Written by David Shapton | Jul 28, 2018 11:00:00 PM
The future of video

RedShark Replay: First published in 2013, RedShark's Editor in Chief David Shapton fired up his crystal ball, and it still rings as true today as it did back then. It dawned on me just the other day: we are living in the future. There is so much innovation and new technology around us that it no longer feels like we're merely living in the present. It's as if we're in a science fiction movie where we've been transported forward by ten or twenty years

The industry and the activity that RedShark is all about - video, film, the technology and craft of moving images - is so dependent on technology that the changes (and the rate of change) don't just affect us glancingly - they are right at the centre of what we do.

I'm not going to try to make predictions in this article - in fact one of the big conclusions is that it's rapidly getting harder to predict anything. What I am going to do is look at the evidence that the future is here and that the more distant future is approaching over the horizon like a hypersonic aircraft.

The Past Year

Let's just look at what's happened in the past year. The first year of RedShark, in fact.

Just under a year ago, Sony announced the F55 and F5 cameras. These 4K devices were somewhat cheaper than people were expected and represented a major commitment from Sony to 4K.

We've seen not just one, but three new cameras from Blackmagic Design. That's right, a company more famous for building I/O boards and converters now makes cinema-quality cameras. Where did that come from? Actually, we do know. It was part of a careful strategy that involved the purchase of Davinci on the software side and (we suspect) the "trojan horse" development of the Hyperdeck Shuttle field recorder, which more than a few people said at the time it was announced, was the back end of a camera, missing only a lens mount and a sensor (and - it has to be said - an awful lot of precise and meticulous development and integration!).

And we've seen raw HD video from Canon EOS cameras. Raw is probably the "word of the year". Just a few years ago, very few people even knew what raw video was. Even if you did know, that you could have access to it from your DSLR with just a software download would have seemed incredible (at least to anyone without prior knowledge of what Magic Lantern had been doing to other cameras like the GH2, where they upped the data rate of its recordings - nothing to do with raw but everything to do with how clever they are).

We've seen the release of films shot on an 8K sensor: the one in Sony's F65. Oblivion looked stupendous; a good job, the critics said, given the underwhelming nature of the plot.

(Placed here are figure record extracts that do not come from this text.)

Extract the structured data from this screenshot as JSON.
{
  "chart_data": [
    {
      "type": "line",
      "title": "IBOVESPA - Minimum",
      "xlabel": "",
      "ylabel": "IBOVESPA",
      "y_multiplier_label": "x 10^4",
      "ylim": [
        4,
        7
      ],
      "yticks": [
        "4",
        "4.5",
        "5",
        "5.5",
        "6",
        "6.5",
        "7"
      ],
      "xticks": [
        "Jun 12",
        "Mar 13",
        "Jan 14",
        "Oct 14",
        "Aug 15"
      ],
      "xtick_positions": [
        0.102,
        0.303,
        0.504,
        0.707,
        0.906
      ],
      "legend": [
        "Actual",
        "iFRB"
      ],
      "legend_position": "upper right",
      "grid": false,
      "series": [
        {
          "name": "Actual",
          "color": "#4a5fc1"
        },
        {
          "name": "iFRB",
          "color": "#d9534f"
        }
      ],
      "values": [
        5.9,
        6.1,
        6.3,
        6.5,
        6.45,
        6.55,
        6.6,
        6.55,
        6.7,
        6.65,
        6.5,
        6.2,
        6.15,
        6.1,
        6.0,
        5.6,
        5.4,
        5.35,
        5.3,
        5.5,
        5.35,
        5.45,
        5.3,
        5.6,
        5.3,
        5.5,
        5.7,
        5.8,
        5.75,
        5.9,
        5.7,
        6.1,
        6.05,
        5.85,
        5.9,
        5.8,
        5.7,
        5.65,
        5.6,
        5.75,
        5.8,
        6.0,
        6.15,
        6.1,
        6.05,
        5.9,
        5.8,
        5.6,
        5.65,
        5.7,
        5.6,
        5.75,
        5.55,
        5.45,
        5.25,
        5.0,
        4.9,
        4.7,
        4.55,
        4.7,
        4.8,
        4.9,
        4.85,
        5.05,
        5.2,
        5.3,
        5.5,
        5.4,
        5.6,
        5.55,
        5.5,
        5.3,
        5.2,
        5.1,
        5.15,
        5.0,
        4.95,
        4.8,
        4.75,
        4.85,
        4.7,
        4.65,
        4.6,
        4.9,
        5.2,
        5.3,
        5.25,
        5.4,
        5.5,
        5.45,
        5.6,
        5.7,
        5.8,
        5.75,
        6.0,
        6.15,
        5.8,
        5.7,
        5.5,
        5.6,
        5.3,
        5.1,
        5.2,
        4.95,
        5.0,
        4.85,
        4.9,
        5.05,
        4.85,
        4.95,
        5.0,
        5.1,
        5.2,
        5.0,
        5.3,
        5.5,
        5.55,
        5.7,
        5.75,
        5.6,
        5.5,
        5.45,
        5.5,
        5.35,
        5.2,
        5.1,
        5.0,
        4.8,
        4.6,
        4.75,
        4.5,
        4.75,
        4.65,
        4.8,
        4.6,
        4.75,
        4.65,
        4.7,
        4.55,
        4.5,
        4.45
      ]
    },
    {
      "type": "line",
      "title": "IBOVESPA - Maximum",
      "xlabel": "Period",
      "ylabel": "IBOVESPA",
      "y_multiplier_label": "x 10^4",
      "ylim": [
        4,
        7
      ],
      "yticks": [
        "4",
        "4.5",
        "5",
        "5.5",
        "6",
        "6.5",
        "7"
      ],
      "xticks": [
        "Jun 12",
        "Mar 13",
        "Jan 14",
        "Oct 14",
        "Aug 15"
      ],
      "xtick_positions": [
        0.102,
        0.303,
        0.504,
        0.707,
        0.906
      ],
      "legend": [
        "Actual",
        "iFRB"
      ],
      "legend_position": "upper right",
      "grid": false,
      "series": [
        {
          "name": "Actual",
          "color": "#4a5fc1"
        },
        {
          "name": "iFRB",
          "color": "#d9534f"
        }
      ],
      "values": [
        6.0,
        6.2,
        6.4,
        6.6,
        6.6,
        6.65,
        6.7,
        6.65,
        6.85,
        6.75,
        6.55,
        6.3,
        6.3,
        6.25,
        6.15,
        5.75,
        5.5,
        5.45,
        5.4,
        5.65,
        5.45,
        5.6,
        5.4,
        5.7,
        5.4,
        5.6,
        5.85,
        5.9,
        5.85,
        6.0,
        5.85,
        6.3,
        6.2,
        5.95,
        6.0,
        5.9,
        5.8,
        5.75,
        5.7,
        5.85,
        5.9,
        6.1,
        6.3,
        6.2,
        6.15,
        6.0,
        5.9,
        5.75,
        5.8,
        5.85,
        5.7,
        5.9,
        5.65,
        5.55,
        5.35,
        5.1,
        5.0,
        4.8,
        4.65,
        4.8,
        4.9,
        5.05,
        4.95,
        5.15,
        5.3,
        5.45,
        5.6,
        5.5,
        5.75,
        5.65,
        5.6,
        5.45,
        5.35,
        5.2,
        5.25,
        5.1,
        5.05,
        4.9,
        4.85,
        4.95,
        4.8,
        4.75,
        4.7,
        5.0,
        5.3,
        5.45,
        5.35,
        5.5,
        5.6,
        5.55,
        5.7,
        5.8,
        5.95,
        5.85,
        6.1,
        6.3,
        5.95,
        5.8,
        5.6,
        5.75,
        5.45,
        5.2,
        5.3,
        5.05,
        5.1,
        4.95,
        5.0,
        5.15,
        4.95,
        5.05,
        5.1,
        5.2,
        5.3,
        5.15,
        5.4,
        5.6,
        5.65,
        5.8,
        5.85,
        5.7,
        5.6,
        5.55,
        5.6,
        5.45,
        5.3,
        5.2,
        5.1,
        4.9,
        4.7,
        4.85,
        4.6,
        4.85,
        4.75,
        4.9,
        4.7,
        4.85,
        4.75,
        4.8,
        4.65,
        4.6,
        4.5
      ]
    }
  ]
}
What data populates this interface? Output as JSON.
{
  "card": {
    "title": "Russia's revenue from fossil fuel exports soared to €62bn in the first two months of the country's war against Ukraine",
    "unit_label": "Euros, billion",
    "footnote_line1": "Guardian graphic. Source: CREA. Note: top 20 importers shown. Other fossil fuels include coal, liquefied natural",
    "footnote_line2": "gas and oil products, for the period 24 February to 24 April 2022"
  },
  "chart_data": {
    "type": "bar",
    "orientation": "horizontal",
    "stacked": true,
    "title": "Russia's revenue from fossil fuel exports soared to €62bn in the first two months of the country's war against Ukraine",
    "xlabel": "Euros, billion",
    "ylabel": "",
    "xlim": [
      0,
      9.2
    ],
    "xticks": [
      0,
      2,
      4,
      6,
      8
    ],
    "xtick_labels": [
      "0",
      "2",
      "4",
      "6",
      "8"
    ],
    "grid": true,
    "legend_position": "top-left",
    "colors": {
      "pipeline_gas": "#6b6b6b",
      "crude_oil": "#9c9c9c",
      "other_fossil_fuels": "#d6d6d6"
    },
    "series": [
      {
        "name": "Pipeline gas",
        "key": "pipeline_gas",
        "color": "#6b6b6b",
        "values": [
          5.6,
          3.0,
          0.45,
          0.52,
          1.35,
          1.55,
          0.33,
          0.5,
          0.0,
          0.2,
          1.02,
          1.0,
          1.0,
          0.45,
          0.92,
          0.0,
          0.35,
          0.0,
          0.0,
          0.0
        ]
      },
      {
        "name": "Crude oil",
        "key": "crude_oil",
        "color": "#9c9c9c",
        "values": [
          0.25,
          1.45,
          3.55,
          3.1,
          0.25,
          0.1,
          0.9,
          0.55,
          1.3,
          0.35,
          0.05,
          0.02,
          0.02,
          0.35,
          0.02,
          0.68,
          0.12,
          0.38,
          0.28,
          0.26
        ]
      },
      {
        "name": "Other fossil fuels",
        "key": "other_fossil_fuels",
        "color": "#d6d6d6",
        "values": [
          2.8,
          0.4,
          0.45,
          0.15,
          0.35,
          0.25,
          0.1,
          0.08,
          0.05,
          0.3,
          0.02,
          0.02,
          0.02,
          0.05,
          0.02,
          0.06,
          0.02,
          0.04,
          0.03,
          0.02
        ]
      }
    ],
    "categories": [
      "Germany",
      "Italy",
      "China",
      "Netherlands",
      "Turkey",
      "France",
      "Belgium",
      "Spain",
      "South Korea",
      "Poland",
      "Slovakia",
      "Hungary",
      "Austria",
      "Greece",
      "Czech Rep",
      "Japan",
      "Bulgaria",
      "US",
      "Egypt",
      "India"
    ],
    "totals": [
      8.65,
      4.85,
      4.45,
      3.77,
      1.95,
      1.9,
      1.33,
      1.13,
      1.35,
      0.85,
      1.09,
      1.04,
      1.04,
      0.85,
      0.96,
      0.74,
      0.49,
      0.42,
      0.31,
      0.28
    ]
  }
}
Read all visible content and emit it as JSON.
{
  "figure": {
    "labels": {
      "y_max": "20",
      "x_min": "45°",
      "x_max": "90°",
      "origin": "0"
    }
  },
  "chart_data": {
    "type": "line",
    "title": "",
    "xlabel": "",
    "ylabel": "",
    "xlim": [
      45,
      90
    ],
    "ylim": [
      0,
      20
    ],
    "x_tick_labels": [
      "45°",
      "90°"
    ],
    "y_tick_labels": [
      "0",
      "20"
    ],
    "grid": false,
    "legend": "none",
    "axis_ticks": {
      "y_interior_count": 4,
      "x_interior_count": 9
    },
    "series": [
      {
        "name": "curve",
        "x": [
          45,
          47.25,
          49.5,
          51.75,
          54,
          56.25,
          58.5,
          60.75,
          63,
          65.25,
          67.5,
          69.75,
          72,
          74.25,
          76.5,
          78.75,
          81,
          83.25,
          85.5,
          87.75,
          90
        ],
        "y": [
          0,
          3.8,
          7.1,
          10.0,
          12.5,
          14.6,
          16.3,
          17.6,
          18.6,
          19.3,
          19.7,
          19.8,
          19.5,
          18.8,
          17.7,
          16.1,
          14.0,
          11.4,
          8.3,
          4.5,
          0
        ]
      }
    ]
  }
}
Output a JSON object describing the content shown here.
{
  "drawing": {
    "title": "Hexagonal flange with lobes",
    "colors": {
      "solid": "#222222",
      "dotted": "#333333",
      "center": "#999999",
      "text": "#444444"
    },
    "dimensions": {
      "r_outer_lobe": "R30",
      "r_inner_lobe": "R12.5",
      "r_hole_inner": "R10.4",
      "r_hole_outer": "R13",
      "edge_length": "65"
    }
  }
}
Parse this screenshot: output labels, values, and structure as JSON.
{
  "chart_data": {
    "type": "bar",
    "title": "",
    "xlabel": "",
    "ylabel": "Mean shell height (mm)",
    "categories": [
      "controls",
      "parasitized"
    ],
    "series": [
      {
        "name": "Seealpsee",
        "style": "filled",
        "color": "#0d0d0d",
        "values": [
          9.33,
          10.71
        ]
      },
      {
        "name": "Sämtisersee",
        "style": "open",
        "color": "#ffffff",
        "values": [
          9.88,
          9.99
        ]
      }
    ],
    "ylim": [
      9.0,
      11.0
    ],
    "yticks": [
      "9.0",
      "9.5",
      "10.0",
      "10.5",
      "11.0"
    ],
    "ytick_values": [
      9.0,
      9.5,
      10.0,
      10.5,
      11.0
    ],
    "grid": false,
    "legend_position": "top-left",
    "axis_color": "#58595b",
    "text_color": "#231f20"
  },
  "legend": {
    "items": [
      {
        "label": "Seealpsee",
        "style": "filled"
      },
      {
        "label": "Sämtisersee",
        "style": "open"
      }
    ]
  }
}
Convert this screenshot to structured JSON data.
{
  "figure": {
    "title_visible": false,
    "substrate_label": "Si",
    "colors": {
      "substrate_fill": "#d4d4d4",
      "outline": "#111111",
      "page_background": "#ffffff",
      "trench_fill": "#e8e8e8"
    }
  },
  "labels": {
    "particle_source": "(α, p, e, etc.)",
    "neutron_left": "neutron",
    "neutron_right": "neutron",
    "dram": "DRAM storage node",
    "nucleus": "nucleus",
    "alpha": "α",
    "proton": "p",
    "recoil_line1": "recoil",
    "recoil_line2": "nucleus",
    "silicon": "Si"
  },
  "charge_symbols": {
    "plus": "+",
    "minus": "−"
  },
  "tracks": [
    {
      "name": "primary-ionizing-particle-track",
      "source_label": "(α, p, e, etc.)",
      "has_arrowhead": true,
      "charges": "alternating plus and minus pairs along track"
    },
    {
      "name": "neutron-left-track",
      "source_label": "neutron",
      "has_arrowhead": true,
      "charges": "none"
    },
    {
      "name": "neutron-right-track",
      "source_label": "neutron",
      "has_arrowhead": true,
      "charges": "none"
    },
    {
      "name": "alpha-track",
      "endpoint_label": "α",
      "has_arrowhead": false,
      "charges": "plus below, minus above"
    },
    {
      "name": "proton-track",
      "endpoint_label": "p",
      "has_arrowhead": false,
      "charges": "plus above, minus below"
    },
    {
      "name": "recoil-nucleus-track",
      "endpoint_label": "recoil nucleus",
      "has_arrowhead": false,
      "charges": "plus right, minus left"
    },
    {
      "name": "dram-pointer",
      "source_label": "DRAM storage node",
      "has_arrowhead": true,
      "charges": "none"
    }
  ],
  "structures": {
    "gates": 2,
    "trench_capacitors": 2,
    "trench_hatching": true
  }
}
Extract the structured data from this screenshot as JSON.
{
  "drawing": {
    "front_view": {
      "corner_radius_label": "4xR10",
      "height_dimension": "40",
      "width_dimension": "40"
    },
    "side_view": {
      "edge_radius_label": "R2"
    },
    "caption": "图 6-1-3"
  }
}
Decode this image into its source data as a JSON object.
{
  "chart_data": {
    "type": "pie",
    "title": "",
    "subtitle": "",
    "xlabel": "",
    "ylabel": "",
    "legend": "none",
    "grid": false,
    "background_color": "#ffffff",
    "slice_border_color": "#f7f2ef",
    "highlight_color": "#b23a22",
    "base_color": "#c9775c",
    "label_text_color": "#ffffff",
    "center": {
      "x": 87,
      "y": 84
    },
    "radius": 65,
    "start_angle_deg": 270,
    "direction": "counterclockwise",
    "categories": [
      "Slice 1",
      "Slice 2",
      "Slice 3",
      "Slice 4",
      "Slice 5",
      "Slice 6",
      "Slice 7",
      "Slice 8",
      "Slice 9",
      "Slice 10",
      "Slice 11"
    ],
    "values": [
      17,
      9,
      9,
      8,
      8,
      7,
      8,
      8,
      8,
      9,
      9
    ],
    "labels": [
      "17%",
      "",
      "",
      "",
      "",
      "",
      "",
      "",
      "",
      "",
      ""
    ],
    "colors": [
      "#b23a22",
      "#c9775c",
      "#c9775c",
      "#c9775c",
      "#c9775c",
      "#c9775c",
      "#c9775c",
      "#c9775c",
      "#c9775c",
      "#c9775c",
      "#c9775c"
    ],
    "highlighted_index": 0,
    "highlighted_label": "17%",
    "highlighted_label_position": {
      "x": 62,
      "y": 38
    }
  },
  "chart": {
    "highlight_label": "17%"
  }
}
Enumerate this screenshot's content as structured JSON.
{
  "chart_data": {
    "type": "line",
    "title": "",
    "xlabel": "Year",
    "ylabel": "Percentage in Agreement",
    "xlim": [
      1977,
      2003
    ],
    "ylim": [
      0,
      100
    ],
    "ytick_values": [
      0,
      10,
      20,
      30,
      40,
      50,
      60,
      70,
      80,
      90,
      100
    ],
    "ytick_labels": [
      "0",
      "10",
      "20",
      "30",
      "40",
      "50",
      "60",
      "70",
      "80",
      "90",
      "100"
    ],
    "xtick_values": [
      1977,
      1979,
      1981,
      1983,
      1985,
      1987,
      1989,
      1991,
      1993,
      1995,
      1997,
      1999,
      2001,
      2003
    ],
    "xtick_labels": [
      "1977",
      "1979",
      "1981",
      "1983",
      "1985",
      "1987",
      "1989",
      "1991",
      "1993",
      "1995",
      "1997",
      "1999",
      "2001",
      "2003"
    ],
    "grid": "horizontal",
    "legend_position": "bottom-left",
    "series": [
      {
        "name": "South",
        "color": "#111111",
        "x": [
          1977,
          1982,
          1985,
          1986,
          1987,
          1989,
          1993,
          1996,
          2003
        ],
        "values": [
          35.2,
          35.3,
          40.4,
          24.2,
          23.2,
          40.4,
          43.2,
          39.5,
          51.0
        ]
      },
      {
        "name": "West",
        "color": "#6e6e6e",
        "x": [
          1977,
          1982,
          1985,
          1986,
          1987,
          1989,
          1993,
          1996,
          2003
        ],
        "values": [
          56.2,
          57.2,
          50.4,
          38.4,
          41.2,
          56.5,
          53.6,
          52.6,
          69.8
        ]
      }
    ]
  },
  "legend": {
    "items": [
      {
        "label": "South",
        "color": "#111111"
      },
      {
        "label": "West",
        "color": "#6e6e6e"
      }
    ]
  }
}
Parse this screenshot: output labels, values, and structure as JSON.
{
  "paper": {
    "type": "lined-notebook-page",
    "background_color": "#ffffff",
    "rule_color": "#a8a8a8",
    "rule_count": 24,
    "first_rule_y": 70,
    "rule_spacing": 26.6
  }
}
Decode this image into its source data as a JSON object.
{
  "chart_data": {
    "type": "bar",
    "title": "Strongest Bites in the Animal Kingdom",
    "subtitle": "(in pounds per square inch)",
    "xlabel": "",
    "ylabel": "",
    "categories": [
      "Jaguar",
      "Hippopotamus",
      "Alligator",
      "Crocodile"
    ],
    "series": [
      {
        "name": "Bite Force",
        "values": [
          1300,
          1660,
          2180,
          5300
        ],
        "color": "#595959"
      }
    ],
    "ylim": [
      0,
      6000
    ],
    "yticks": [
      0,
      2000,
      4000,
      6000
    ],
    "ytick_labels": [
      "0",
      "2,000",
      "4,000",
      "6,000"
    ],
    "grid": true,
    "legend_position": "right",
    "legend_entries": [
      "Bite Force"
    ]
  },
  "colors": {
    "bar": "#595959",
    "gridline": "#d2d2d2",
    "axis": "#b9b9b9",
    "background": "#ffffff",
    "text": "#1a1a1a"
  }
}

Adobe's Creative Cloud has ushered in a new way to deliver software, and a somewhat different way to pay for it. Sony has launched Ci, their cloud media production system. It won't be long before cameras have no storage at all, because all their media will be uploaded at the time it's acquired. (Really? This one might take some time, but only this week we read about the prospect of100Gb/s Wifi.)

The iPhone 5s was announced. On the outside, it's pretty much the same, give or take an option to have it in gold. But inside, it's gone 64 bit. Apple's new A7 chip is going to be underused for this phone. It's now at the core of the new iPad Air and perhaps soon a new generation of Macbook Airs (or iPads with keyboards? Whatever shape or form they take, it's looking likely that we'll be seeing hyper-portable laptops using the feisty chips soon). It's worth noting, just to orient ourselves, that the new iPhone is not five times more powerful than the first one; not ten times, but fifty six times faster than the iPhone 1. That's in six years. Which brings us on to our next point: the rate of change.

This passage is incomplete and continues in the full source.